Growing Up with a Narcissistic Parent: What It Does to Your Adult Relationships

Most people who grew up with a narcissistic parent do not arrive at that description easily. It tends to come after years of quietly wondering why their relationships feel so complicated, why they work so hard to keep people happy, or why intimacy feels both desperately wanted and faintly terrifying. Understanding what happened in your family is not about blame. It is about making sense of patterns that started long before you had any choice in the matter.

The word narcissist gets used a great deal these days, on social media, in conversations about difficult exes, in comment sections and self-help content. Used loosely, it can mean little more than someone selfish or unkind. Clinically, it means something heavier and more specific: a person whose capacity to genuinely see, attune to, and respond to another person’s inner world is significantly limited, not as a choice, but as a deeply ingrained way of being. That distinction matters, because growing up as the child of someone like that is not just difficult in the ordinary sense. It shapes how you understand yourself, how safe you feel with other people, and what you believe, at the deepest level, that you deserve.

What narcissistic parenting actually looks like

Narcissistic parenting is less about dramatic cruelty and more about a consistent absence of genuine interest in you as a separate person. A narcissistic parent tends to relate to their child through the lens of their own needs, their image, their anxieties, their pride. Your feelings, your inner world, your developing sense of self, these things registered only when they served the parent’s own story.

This might have looked like a parent who was warm and attentive when you performed well, especially if the parent introduced or approved of the activity, and cold or critical when you did not. It might have looked like emotional volatility that kept the whole family walking carefully, or a quiet but pervasive message that your needs were an inconvenience. It might have been a parent who was loved by everyone outside the home, making it even harder to name what was wrong inside it.

What these experiences share is that the child’s emotional needs were consistently less important than the parent’s. Over time, that leaves a mark, not always in obvious ways, but in the architecture of how you relate to other people.
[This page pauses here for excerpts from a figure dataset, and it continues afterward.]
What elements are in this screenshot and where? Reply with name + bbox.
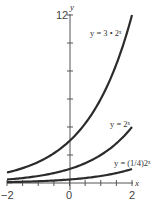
y-max-label: 12 bbox=[56, 9, 68, 21]
curve-label-2x: y = 2ˣ bbox=[110, 119, 131, 129]
y-axis-label: y bbox=[69, 2, 74, 12]
curve-label-quarter-2x: y = (1/4)2ˣ bbox=[114, 158, 151, 168]
curve-label-3x2x: y = 3 • 2ˣ bbox=[90, 28, 122, 38]
x-max-label: 2 bbox=[129, 189, 135, 201]
x-axis-label: x bbox=[134, 178, 139, 188]
x-min-label: −2 bbox=[1, 189, 14, 201]
chart-canvas: 12 y x −2 0 2 y = 3 • 2ˣ y = 2ˣ y = (1/4… bbox=[0, 0, 161, 204]
exponential-chart: 12 y x −2 0 2 y = 3 • 2ˣ y = 2ˣ y = (1/4… bbox=[0, 0, 161, 204]
x-zero-label: 0 bbox=[66, 189, 72, 201]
The patterns that follow you into adult relationships

When your earliest attachment figure was unreliable, self-focused, or only available on their own terms, you learnt something fundamental about relationships: that love requires vigilance, that your needs are risky to express, and that keeping someone close means managing them carefully. It might even mean taking on their interests as your own at the expense of things you were more interested in.

Those lessons shape adult relationships in very specific ways. You might find yourself drawn to people who need a lot from you, because being needed feels like the closest thing to being loved. You might struggle to ask for what you want, or feel a disproportionate rush of anxiety when someone seems displeased with you. You might work very hard in relationships, giving generously, anticipating other people’s needs, smoothing things over, and still feel chronically unseen or undervalued.

Some people find themselves repeating the dynamic they grew up with, gravitating towards partners or friendships that feel familiar even when they are painful. Others keep people at a careful distance to avoid being hurt. Both are ways of managing the same underlying fear: that if someone really knew you, they would find you wanting.

Therapy does not offer a quick fix for any of this. What it can offer is a consistent, honest relationship where these patterns become visible, not as flaws, but as logical adaptations to an early environment that did not give you what you needed. Understanding them is the first step to having some choice about them. If you recognise yourself here and would like to explore whether therapy might help, you are welcome to get in touch.


About the author
Samantha Merry is a BACP Senior Accredited Psychotherapist and Clinical Supervisor based in Bromley, South East London. She specialises in trauma, and complex family dynamics, working with adults in longer-term psychodynamic therapy. She is currently completing a Professional Doctorate in Psychotherapy and Psychological Trauma at the University of Chester.


Further reading and listening

Books

  • Will I Ever Be Good Enough? by Karyl McBride. Written by a therapist with specialist experience on recovering from narcissistic parenting.
  • Adult Children of Emotionally Immature Parents by Lindsay C. Gibson. Accessible and clinically grounded, this book helps readers identify how emotionally immature parenting shapes adult identity and relationships.
  • Attached by Amir Levine and Rachel Heller. A clear, research-based introduction to attachment theory and how early relational experiences influence adult partnerships.